On Dualism

And air-conditioning

Nuwan I. Senaratna
On Philosophy
2 min readOct 17, 2019

--

Our meeting room was too cold. Someone said. And we all agreed. It was cold. Very cold. We should do something about the coldness.

And someone did do something. Someone switched off the air-conditioning.

And all was well.

But all was not well. Something was wrong.

We had all agreed that the room was cold. We had judged that part of the universe (our meeting room) as a cold place. But is there some universally accepted convention for judging a place as cold? Something like “If it is less than 25 degrees, it must be cold?”

We had all accepted some such convention. But there was nothing to say that that there was anything right about that convention.

On the one hand, our behaviour was completely normal. Fear of cold is a very natural instinct. Countless humans would have died of cold. And countless others would have saved themselves from dying, by feeling the cold and taking remedial action (like switching off air-cons).

But on the other hand, it didn’t feel right. Making-up an arbitrary convention.

After all, don’t such conventions lead to most problems in the word?

For example,

  • If you arbitrarily judge the future to be a bad place, you feel anxiety.
  • Judge the future to be a good place, you feel hope.
  • Judge the past to be a bad place, you feel guilt.
  • Judge the past to be a good place, you feel pride.
  • Judge that something should exist in your future, you feel greed.
  • Judge that something should not exist in your future, you feel hatred.

All these our conventions. Resulting from our dualistic view of the world.

The solution to these problems of dualism is not switching poles. Because if you switch poles, you still end up with a pole. Another pole. But a pole, none-the-less.

Hence,

  • If you reverse anxiety, you end up with hope.
  • Reverse guilt and you end up with pride
  • Reverse greed and you end up with hatred.
  • Reverse hatred and you end up with greed.

The problem is not anxiety, hope, guilt, pride, hatred or greed. But dualism itself.

Give up dualism, and all problems vanish.

--

--

Nuwan I. Senaratna
On Philosophy

I am a Computer Scientist and Musician by training. A writer with interests in Philosophy, Economics, Technology, Politics, Business, the Arts and Fiction.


### Directions
Every line of the material has to be retyped exactly.

━━ Data for this exercise ━━

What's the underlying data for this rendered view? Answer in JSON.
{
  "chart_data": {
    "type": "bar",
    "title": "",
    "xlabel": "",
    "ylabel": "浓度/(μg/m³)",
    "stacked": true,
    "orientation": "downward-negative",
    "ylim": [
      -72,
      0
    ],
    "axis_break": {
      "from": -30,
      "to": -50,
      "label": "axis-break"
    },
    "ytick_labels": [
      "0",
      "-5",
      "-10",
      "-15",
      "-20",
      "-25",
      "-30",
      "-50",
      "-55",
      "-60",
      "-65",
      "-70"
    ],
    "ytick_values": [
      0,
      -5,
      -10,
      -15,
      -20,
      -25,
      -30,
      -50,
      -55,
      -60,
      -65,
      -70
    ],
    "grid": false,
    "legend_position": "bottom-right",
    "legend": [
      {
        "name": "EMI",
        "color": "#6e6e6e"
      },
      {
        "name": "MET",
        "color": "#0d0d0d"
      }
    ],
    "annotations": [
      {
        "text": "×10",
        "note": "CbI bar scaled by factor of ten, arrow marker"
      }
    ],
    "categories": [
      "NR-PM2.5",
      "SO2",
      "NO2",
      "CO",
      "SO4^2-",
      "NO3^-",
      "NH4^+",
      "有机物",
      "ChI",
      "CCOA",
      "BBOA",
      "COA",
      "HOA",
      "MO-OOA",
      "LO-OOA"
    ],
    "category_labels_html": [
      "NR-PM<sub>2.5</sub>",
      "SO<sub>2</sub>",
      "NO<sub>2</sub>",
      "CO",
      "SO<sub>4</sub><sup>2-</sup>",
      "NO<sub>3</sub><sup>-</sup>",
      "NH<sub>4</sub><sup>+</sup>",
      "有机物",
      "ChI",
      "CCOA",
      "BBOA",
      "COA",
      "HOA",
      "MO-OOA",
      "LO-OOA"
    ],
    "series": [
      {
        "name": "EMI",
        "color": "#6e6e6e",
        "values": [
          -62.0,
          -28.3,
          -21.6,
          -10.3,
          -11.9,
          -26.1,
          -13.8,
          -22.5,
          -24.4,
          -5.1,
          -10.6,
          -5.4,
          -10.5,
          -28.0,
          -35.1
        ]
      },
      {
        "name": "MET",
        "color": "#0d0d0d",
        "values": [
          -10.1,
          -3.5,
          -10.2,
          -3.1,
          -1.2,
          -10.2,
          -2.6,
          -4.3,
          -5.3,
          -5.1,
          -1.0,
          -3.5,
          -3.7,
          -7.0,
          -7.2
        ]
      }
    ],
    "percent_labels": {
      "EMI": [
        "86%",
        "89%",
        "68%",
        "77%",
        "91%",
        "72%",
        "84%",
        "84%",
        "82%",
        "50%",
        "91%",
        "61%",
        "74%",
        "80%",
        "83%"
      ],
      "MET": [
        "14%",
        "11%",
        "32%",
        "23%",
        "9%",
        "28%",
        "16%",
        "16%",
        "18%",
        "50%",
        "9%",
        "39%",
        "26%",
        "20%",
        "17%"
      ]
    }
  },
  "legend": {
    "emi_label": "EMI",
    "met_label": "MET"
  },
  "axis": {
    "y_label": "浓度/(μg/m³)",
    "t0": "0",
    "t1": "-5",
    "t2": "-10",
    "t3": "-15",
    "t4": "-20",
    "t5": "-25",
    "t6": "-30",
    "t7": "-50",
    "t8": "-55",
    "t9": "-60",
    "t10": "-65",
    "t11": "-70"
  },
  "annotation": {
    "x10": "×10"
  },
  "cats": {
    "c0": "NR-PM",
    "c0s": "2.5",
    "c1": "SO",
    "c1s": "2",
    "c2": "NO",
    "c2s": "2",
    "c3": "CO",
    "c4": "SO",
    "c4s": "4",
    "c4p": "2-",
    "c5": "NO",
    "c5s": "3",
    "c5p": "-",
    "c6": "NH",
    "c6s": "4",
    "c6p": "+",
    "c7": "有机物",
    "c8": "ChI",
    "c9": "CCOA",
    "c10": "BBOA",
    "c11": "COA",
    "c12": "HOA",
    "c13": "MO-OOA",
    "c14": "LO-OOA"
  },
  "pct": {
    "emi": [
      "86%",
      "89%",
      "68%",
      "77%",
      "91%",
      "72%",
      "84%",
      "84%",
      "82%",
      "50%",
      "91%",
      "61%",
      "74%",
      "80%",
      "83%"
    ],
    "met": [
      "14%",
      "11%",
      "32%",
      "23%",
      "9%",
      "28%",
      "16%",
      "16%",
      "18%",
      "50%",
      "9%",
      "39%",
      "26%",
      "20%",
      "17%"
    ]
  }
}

━━━

### Response to this exercise
What's the underlying data for this rendered view? Answer in JSON.
{
  "chart_data": {
    "type": "bar",
    "title": "",
    "xlabel": "",
    "ylabel": "浓度/(μg/m³)",
    "stacked": true,
    "orientation": "downward-negative",
    "ylim": [
      -72,
      0
    ],
    "axis_break": {
      "from": -30,
      "to": -50,
      "label": "axis-break"
    },
    "ytick_labels": [
      "0",
      "-5",
      "-10",
      "-15",
      "-20",
      "-25",
      "-30",
      "-50",
      "-55",
      "-60",
      "-65",
      "-70"
    ],
    "ytick_values": [
      0,
      -5,
      -10,
      -15,
      -20,
      -25,
      -30,
      -50,
      -55,
      -60,
      -65,
      -70
    ],
    "grid": false,
    "legend_position": "bottom-right",
    "legend": [
      {
        "name": "EMI",
        "color": "#6e6e6e"
      },
      {
        "name": "MET",
        "color": "#0d0d0d"
      }
    ],
    "annotations": [
      {
        "text": "×10",
        "note": "CbI bar scaled by factor of ten, arrow marker"
      }
    ],
    "categories": [
      "NR-PM2.5",
      "SO2",
      "NO2",
      "CO",
      "SO4^2-",
      "NO3^-",
      "NH4^+",
      "有机物",
      "ChI",
      "CCOA",
      "BBOA",
      "COA",
      "HOA",
      "MO-OOA",
      "LO-OOA"
    ],
    "category_labels_html": [
      "NR-PM<sub>2.5</sub>",
      "SO<sub>2</sub>",
      "NO<sub>2</sub>",
      "CO",
      "SO<sub>4</sub><sup>2-</sup>",
      "NO<sub>3</sub><sup>-</sup>",
      "NH<sub>4</sub><sup>+</sup>",
      "有机物",
      "ChI",
      "CCOA",
      "BBOA",
      "COA",
      "HOA",
      "MO-OOA",
      "LO-OOA"
    ],
    "series": [
      {
        "name": "EMI",
        "color": "#6e6e6e",
        "values": [
          -62.0,
          -28.3,
          -21.6,
          -10.3,
          -11.9,
          -26.1,
          -13.8,
          -22.5,
          -24.4,
          -5.1,
          -10.6,
          -5.4,
          -10.5,
          -28.0,
          -35.1
        ]
      },
      {
        "name": "MET",
        "color": "#0d0d0d",
        "values": [
          -10.1,
          -3.5,
          -10.2,
          -3.1,
          -1.2,
          -10.2,
          -2.6,
          -4.3,
          -5.3,
          -5.1,
          -1.0,
          -3.5,
          -3.7,
          -7.0,
          -7.2
        ]
      }
    ],
    "percent_labels": {
      "EMI": [
        "86%",
        "89%",
        "68%",
        "77%",
        "91%",
        "72%",
        "84%",
        "84%",
        "82%",
        "50%",
        "91%",
        "61%",
        "74%",
        "80%",
        "83%"
      ],
      "MET": [
        "14%",
        "11%",
        "32%",
        "23%",
        "9%",
        "28%",
        "16%",
        "16%",
        "18%",
        "50%",
        "9%",
        "39%",
        "26%",
        "20%",
        "17%"
      ]
    }
  },
  "legend": {
    "emi_label": "EMI",
    "met_label": "MET"
  },
  "axis": {
    "y_label": "浓度/(μg/m³)",
    "t0": "0",
    "t1": "-5",
    "t2": "-10",
    "t3": "-15",
    "t4": "-20",
    "t5": "-25",
    "t6": "-30",
    "t7": "-50",
    "t8": "-55",
    "t9": "-60",
    "t10": "-65",
    "t11": "-70"
  },
  "annotation": {
    "x10": "×10"
  },
  "cats": {
    "c0": "NR-PM",
    "c0s": "2.5",
    "c1": "SO",
    "c1s": "2",
    "c2": "NO",
    "c2s": "2",
    "c3": "CO",
    "c4": "SO",
    "c4s": "4",
    "c4p": "2-",
    "c5": "NO",
    "c5s": "3",
    "c5p": "-",
    "c6": "NH",
    "c6s": "4",
    "c6p": "+",
    "c7": "有机物",
    "c8": "ChI",
    "c9": "CCOA",
    "c10": "BBOA",
    "c11": "COA",
    "c12": "HOA",
    "c13": "MO-OOA",
    "c14": "LO-OOA"
  },
  "pct": {
    "emi": [
      "86%",
      "89%",
      "68%",
      "77%",
      "91%",
      "72%",
      "84%",
      "84%",
      "82%",
      "50%",
      "91%",
      "61%",
      "74%",
      "80%",
      "83%"
    ],
    "met": [
      "14%",
      "11%",
      "32%",
      "23%",
      "9%",
      "28%",
      "16%",
      "16%",
      "18%",
      "50%",
      "9%",
      "39%",
      "26%",
      "20%",
      "17%"
    ]
  }
}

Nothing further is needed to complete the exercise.